What Will Happen to Stocks a Year After the Fed Cuts Rates?

Most of the time, shares are up nicely, except when there’s, um, a recession, an LPL study says.

Reported by Larry Light

A lot of investors expect the Federal Reserve to walk back its 2018 increases in interest rates. How would a rate cut be received by the stock market? And we’re not talking about right away, when the reception doubtless would be euphoric, but over the next six and 12 months?

The answer, according to research by LPL Financial, is that overall, the market does well over these periods—unless there is a bear market/recession waiting in the wings. Then look out below.

Today, while forecasters don’t see a downturn in the near future, plenty of pessimistic scenarios are around that see one sometime in 2020. But recall that in 2007, the last time a major rate-cutting cycle began, a number of strategists were saying that the subprime mortgage slump could be “contained.” Well, it wasn’t.

“The previous two times the Fed cut rates for the first time in 2001 and 2007, we saw stocks eventually get cut in half,” explained LPL Senior Market Strategist Ryan Detrick. “But the reality is if you go back further in time, you can also see explosive rallies after that first cut.”

In the six months after Sept. 18, 2007, when the Fed started its most recent easing, the S&P 500 lost 14.6%. And 12 months following the initial rate decrease, Lehman Brothers declared bankruptcy—actually, that was on Sept. 15, 2008—and the financial crisis was underway. Over that 12-month period, the benchmark index slid 23.9%.

The situation was similar in early January 2001. After that cut, the S&P dropped 9.5% and then 14.3%. In this case, stocks actually had begun to slip in early 2000, mostly due to the bursting of the dot-com bubble.

For the other instances of rate cuts, in the LPL study, which covers the last third of a century, the economy was nowhere near a recession. Thus, the median returns for the market a year after the initial rate lowering was 13.9%.

The hairiest time came in October 1987, when the market lost 20.5% on one day (Black Monday, Oct. 19). But a few days later, the Fed pushed down rates. The market calmed down from the panic, and then enjoyed a strong advance. A recession didn’t crop up until three years later.

Right now, the Fed is on hold, following a long campaign to increase rates from near-zero, a level designed to combat the Great Recession. In 2018, it hiked rates four times, with the last quarter-point bump up in December.

To LPL, the current environment “suggests a potential rate cut over the coming months might not be as worrisome as many make it out to be.”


WHAT THE TASK REQUIRES: Omit every picture while repeating the entries exactly.

++++ SUPPLIED MATERIAL ++++

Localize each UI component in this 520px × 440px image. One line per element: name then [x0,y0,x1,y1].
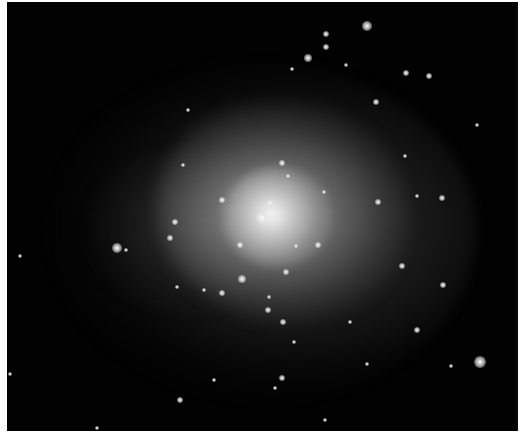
galaxy-point [112,243,122,253]
galaxy-point [202,288,206,292]
galaxy-point [177,397,183,403]
galaxy-point [279,375,285,381]
galaxy-point [403,70,409,76]
galaxy-point [440,282,446,288]
galaxy-point [403,154,407,158]
galaxy-point [414,327,420,333]
galaxy-point [474,356,486,368]
galaxy-point [475,123,479,127]
galaxy-point [238,275,246,283]
galaxy-point [124,248,128,252]
galaxy-point [273,386,277,390]
galaxy-point [167,235,173,241]
galaxy-point [219,290,225,296]
galaxy-point [426,73,432,79]
galaxy-point [323,418,327,422]
cluster-core [222,167,332,267]
galaxy-point [279,160,285,166]
galaxy-point [294,244,298,248]
galaxy-point [256,212,268,224]
galaxy-point [323,44,329,50]
galaxy-point [283,269,289,275]
galaxy-point [365,362,369,366]
galaxy-point [375,199,381,205]
galaxy-point [237,242,243,248]
galaxy-point [8,372,12,376]
galaxy-point [175,285,179,289]
galaxy-point [172,219,178,225]
galaxy-point [286,174,290,178]
galaxy-point [181,163,185,167]
galaxy-point [267,200,273,206]
galaxy-point [449,364,453,368]
galaxy-point [344,63,348,67]
galaxy-point [348,320,352,324]
galaxy-point [315,242,321,248]
galaxy-point [95,426,99,430]
galaxy-point [304,54,312,62]
galaxy-point [290,67,294,71]
galaxy-point [219,197,225,203]
galaxy-point [373,99,379,105]
galaxy-point [267,295,271,299]
galaxy-point [292,340,296,344]
galaxy-point [18,254,22,258]
galaxy-point [415,194,419,198]
galaxy-point [265,307,271,313]
galaxy-point [439,195,445,201]
galaxy-point [280,319,286,325]
galaxy-point [322,190,326,194]
galaxy-point [323,31,329,37]
image-edge [516,2,518,431]
astronomical-image [7,2,518,431]
galaxy-point [362,21,372,31]
galaxy-point [399,263,405,269]
galaxy-point [186,108,190,112]
galaxy-point [212,378,216,382]
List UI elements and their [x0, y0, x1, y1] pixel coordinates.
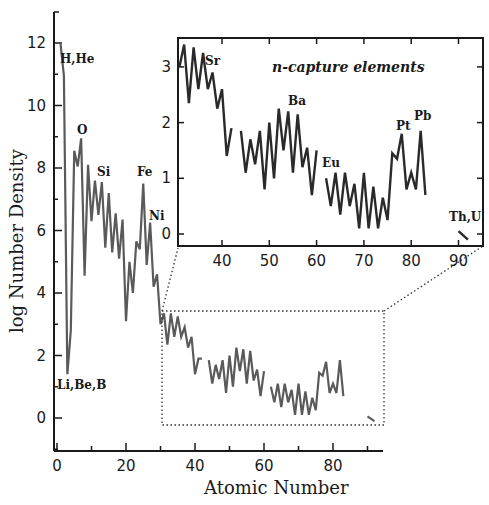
annot-ni: Ni	[149, 209, 165, 223]
annot-li-be-b: Li,Be,B	[57, 378, 106, 392]
x-tick-label: 80	[323, 457, 342, 475]
zoom-connector-left	[162, 248, 178, 311]
x-tick-label: 20	[116, 457, 135, 475]
annot-h-he: H,He	[60, 52, 95, 66]
inset-title: n-capture elements	[272, 59, 425, 75]
inset-x-tick-label: 70	[354, 252, 373, 270]
inset-x-tick-label: 80	[402, 252, 421, 270]
abundance-chart: 020406080024681012 Atomic Number log Num…	[0, 0, 489, 505]
x-tick-label: 40	[185, 457, 204, 475]
y-tick-label: 2	[36, 347, 46, 365]
y-tick-label: 10	[27, 97, 46, 115]
y-tick-label: 6	[36, 222, 46, 240]
annot-fe: Fe	[137, 165, 153, 179]
y-tick-label: 4	[36, 284, 46, 302]
inset-y-tick-label: 2	[161, 114, 171, 132]
y-tick-label: 0	[36, 409, 46, 427]
annot-pb: Pb	[414, 109, 431, 123]
y-axis-label: log Number Density	[6, 148, 27, 333]
inset-x-tick-label: 50	[260, 252, 279, 270]
inset-y-tick-label: 0	[161, 225, 171, 243]
inset-y-tick-label: 1	[161, 169, 171, 187]
x-tick-label: 0	[52, 457, 62, 475]
zoom-box	[162, 246, 483, 425]
annot-o: O	[77, 123, 87, 137]
annot-eu: Eu	[322, 156, 340, 170]
y-tick-label: 8	[36, 159, 46, 177]
annot-th-u: Th,U	[449, 210, 482, 224]
annot-pt: Pt	[396, 119, 411, 133]
x-axis-label: Atomic Number	[203, 477, 349, 498]
inset-x-tick-label: 40	[212, 252, 231, 270]
inset-y-tick-label: 3	[161, 58, 171, 76]
inset-x-tick-label: 90	[449, 252, 468, 270]
inset-x-tick-label: 60	[307, 252, 326, 270]
inset-plot: 4050607080900123 n-capture elements Sr B…	[161, 38, 483, 270]
x-tick-label: 60	[254, 457, 273, 475]
annot-ba: Ba	[288, 94, 306, 108]
annot-sr: Sr	[205, 54, 221, 68]
annot-si: Si	[97, 165, 111, 179]
zoom-connector-right	[384, 246, 483, 311]
y-tick-label: 12	[27, 34, 46, 52]
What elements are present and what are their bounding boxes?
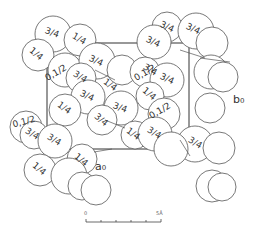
scale-end-label: 5Å bbox=[156, 210, 163, 216]
scale-start-label: 0 bbox=[84, 210, 87, 216]
scale-bar: 0 5Å bbox=[84, 210, 163, 222]
crystal-structure-diagram: 3/41/41/43/40,1/23/41/43/41/43/43/41/43/… bbox=[0, 0, 255, 236]
axis-label-b: b₀ bbox=[233, 93, 245, 106]
axis-label-a: a₀ bbox=[95, 160, 107, 173]
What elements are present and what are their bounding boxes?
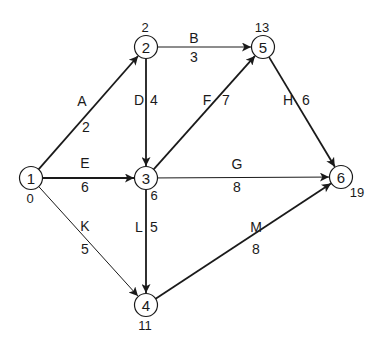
node-earliest-time: 6: [150, 188, 157, 203]
node-number: 2: [142, 39, 150, 56]
project-network-diagram: A2B3D4E6F7G8H6K5L5M8 102236411513619: [0, 0, 384, 350]
edge-f-arrow: [154, 56, 255, 169]
activity-label-g: G: [232, 156, 243, 172]
activity-label-l: L: [135, 219, 143, 235]
activity-label-a: A: [77, 93, 87, 109]
activity-duration-f: 7: [222, 92, 230, 108]
node-earliest-time: 19: [350, 185, 364, 200]
node-number: 4: [142, 297, 150, 314]
activity-label-f: F: [203, 92, 212, 108]
activity-label-h: H: [283, 92, 293, 108]
activity-duration-l: 5: [150, 219, 158, 235]
node-earliest-time: 2: [141, 20, 148, 35]
node-number: 6: [337, 169, 345, 186]
activity-duration-h: 6: [302, 92, 310, 108]
edge-h-arrow: [269, 57, 335, 167]
edges-layer: [39, 47, 335, 299]
nodes-layer: 102236411513619: [20, 20, 365, 333]
edge-m-arrow: [156, 184, 331, 299]
node-earliest-time: 11: [138, 318, 152, 333]
activity-duration-g: 8: [233, 179, 241, 195]
activity-duration-d: 4: [150, 92, 158, 108]
edge-g-arrow: [157, 177, 329, 178]
edge-a-arrow: [39, 56, 138, 169]
event-node-4: 411: [135, 294, 158, 333]
activity-duration-b: 3: [190, 49, 198, 65]
event-node-6: 619: [330, 166, 365, 200]
activity-duration-e: 6: [81, 179, 89, 195]
activity-duration-m: 8: [252, 241, 260, 257]
node-earliest-time: 0: [26, 191, 33, 206]
activity-label-b: B: [189, 30, 198, 46]
activity-label-d: D: [134, 92, 144, 108]
edge-labels-layer: A2B3D4E6F7G8H6K5L5M8: [77, 30, 310, 257]
event-node-5: 513: [252, 20, 275, 59]
activity-label-m: M: [250, 219, 262, 235]
activity-label-e: E: [80, 155, 89, 171]
node-number: 5: [259, 39, 267, 56]
node-number: 1: [27, 170, 35, 187]
activity-duration-k: 5: [81, 241, 89, 257]
activity-duration-a: 2: [82, 119, 90, 135]
node-earliest-time: 13: [255, 20, 269, 35]
node-number: 3: [142, 170, 150, 187]
event-node-2: 22: [135, 20, 158, 59]
activity-label-k: K: [80, 218, 90, 234]
event-node-1: 10: [20, 167, 43, 206]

++++

RESPONSE AREA:
Localize each UI component in this 520px × 440px image. One line per element: name then [x0,y0,x1,y1].
galaxy-point [112,243,122,253]
galaxy-point [202,288,206,292]
galaxy-point [177,397,183,403]
galaxy-point [279,375,285,381]
galaxy-point [403,70,409,76]
galaxy-point [440,282,446,288]
galaxy-point [403,154,407,158]
galaxy-point [414,327,420,333]
galaxy-point [474,356,486,368]
galaxy-point [475,123,479,127]
galaxy-point [238,275,246,283]
galaxy-point [124,248,128,252]
galaxy-point [273,386,277,390]
galaxy-point [167,235,173,241]
galaxy-point [219,290,225,296]
galaxy-point [426,73,432,79]
galaxy-point [323,418,327,422]
cluster-core [222,167,332,267]
galaxy-point [279,160,285,166]
galaxy-point [294,244,298,248]
galaxy-point [256,212,268,224]
galaxy-point [323,44,329,50]
galaxy-point [283,269,289,275]
galaxy-point [365,362,369,366]
galaxy-point [375,199,381,205]
galaxy-point [237,242,243,248]
galaxy-point [8,372,12,376]
galaxy-point [175,285,179,289]
galaxy-point [172,219,178,225]
galaxy-point [286,174,290,178]
galaxy-point [181,163,185,167]
galaxy-point [267,200,273,206]
galaxy-point [449,364,453,368]
galaxy-point [344,63,348,67]
galaxy-point [348,320,352,324]
galaxy-point [315,242,321,248]
galaxy-point [95,426,99,430]
galaxy-point [304,54,312,62]
galaxy-point [290,67,294,71]
galaxy-point [219,197,225,203]
galaxy-point [373,99,379,105]
galaxy-point [267,295,271,299]
galaxy-point [292,340,296,344]
galaxy-point [18,254,22,258]
galaxy-point [415,194,419,198]
galaxy-point [265,307,271,313]
galaxy-point [439,195,445,201]
galaxy-point [280,319,286,325]
galaxy-point [322,190,326,194]
galaxy-point [323,31,329,37]
image-edge [516,2,518,431]
astronomical-image [7,2,518,431]
galaxy-point [362,21,372,31]
galaxy-point [399,263,405,269]
galaxy-point [186,108,190,112]
galaxy-point [212,378,216,382]
List UI elements and their [x0, y0, x1, y1] pixel coordinates.
annot-ni: Ni	[149, 209, 165, 223]
annot-li-be-b: Li,Be,B	[57, 378, 106, 392]
x-tick-label: 80	[323, 457, 342, 475]
zoom-connector-left	[162, 248, 178, 311]
x-tick-label: 20	[116, 457, 135, 475]
annot-h-he: H,He	[60, 52, 95, 66]
inset-title: n-capture elements	[272, 59, 425, 75]
inset-x-tick-label: 70	[354, 252, 373, 270]
inset-x-tick-label: 80	[402, 252, 421, 270]
abundance-chart: 020406080024681012 Atomic Number log Num…	[0, 0, 489, 505]
x-tick-label: 40	[185, 457, 204, 475]
y-tick-label: 2	[36, 347, 46, 365]
y-tick-label: 10	[27, 97, 46, 115]
y-tick-label: 6	[36, 222, 46, 240]
annot-fe: Fe	[137, 165, 153, 179]
y-tick-label: 4	[36, 284, 46, 302]
inset-y-tick-label: 2	[161, 114, 171, 132]
y-tick-label: 0	[36, 409, 46, 427]
annot-pb: Pb	[414, 109, 431, 123]
y-axis-label: log Number Density	[6, 148, 27, 333]
inset-x-tick-label: 50	[260, 252, 279, 270]
inset-y-tick-label: 0	[161, 225, 171, 243]
inset-y-tick-label: 1	[161, 169, 171, 187]
x-tick-label: 0	[52, 457, 62, 475]
zoom-box	[162, 246, 483, 425]
annot-o: O	[77, 123, 87, 137]
annot-eu: Eu	[322, 156, 340, 170]
y-tick-label: 8	[36, 159, 46, 177]
annot-th-u: Th,U	[449, 210, 482, 224]
annot-pt: Pt	[396, 119, 411, 133]
x-axis-label: Atomic Number	[203, 477, 349, 498]
inset-x-tick-label: 40	[212, 252, 231, 270]
inset-y-tick-label: 3	[161, 58, 171, 76]
inset-x-tick-label: 90	[449, 252, 468, 270]
inset-x-tick-label: 60	[307, 252, 326, 270]
inset-plot: 4050607080900123 n-capture elements Sr B…	[161, 38, 483, 270]
x-tick-label: 60	[254, 457, 273, 475]
annot-ba: Ba	[288, 94, 306, 108]
annot-sr: Sr	[205, 54, 221, 68]
annot-si: Si	[97, 165, 111, 179]
zoom-connector-right	[384, 246, 483, 311]
y-tick-label: 12	[27, 34, 46, 52]
What elements are present and what are their bounding boxes?
scale-end-label: 5Å bbox=[156, 210, 163, 216]
scale-start-label: 0 bbox=[84, 210, 87, 216]
scale-bar: 0 5Å bbox=[84, 210, 163, 222]
crystal-structure-diagram: 3/41/41/43/40,1/23/41/43/41/43/43/41/43/… bbox=[0, 0, 255, 236]
axis-label-b: b₀ bbox=[233, 93, 245, 106]
axis-label-a: a₀ bbox=[95, 160, 107, 173]
What elements are present and what are their bounding boxes?
node-earliest-time: 6: [150, 188, 157, 203]
node-number: 2: [142, 39, 150, 56]
project-network-diagram: A2B3D4E6F7G8H6K5L5M8 102236411513619: [0, 0, 384, 350]
edge-f-arrow: [154, 56, 255, 169]
activity-label-g: G: [232, 156, 243, 172]
activity-label-l: L: [135, 219, 143, 235]
activity-label-a: A: [77, 93, 87, 109]
activity-duration-f: 7: [222, 92, 230, 108]
node-earliest-time: 19: [350, 185, 364, 200]
node-number: 4: [142, 297, 150, 314]
activity-label-f: F: [203, 92, 212, 108]
activity-label-h: H: [283, 92, 293, 108]
activity-duration-l: 5: [150, 219, 158, 235]
node-earliest-time: 2: [141, 20, 148, 35]
node-number: 6: [337, 169, 345, 186]
activity-duration-h: 6: [302, 92, 310, 108]
edge-h-arrow: [269, 57, 335, 167]
edges-layer: [39, 47, 335, 299]
nodes-layer: 102236411513619: [20, 20, 365, 333]
edge-m-arrow: [156, 184, 331, 299]
node-earliest-time: 11: [138, 318, 152, 333]
activity-duration-g: 8: [233, 179, 241, 195]
activity-duration-d: 4: [150, 92, 158, 108]
edge-g-arrow: [157, 177, 329, 178]
edge-a-arrow: [39, 56, 138, 169]
event-node-4: 411: [135, 294, 158, 333]
activity-duration-b: 3: [190, 49, 198, 65]
event-node-6: 619: [330, 166, 365, 200]
activity-duration-e: 6: [81, 179, 89, 195]
activity-duration-m: 8: [252, 241, 260, 257]
node-earliest-time: 0: [26, 191, 33, 206]
activity-label-b: B: [189, 30, 198, 46]
activity-label-d: D: [134, 92, 144, 108]
edge-labels-layer: A2B3D4E6F7G8H6K5L5M8: [77, 30, 310, 257]
event-node-5: 513: [252, 20, 275, 59]
activity-label-m: M: [250, 219, 262, 235]
activity-label-e: E: [80, 155, 89, 171]
node-number: 5: [259, 39, 267, 56]
node-number: 1: [27, 170, 35, 187]
activity-duration-k: 5: [81, 241, 89, 257]
activity-duration-a: 2: [82, 119, 90, 135]
node-earliest-time: 13: [255, 20, 269, 35]
node-number: 3: [142, 170, 150, 187]
event-node-2: 22: [135, 20, 158, 59]
activity-label-k: K: [80, 218, 90, 234]
event-node-1: 10: [20, 167, 43, 206]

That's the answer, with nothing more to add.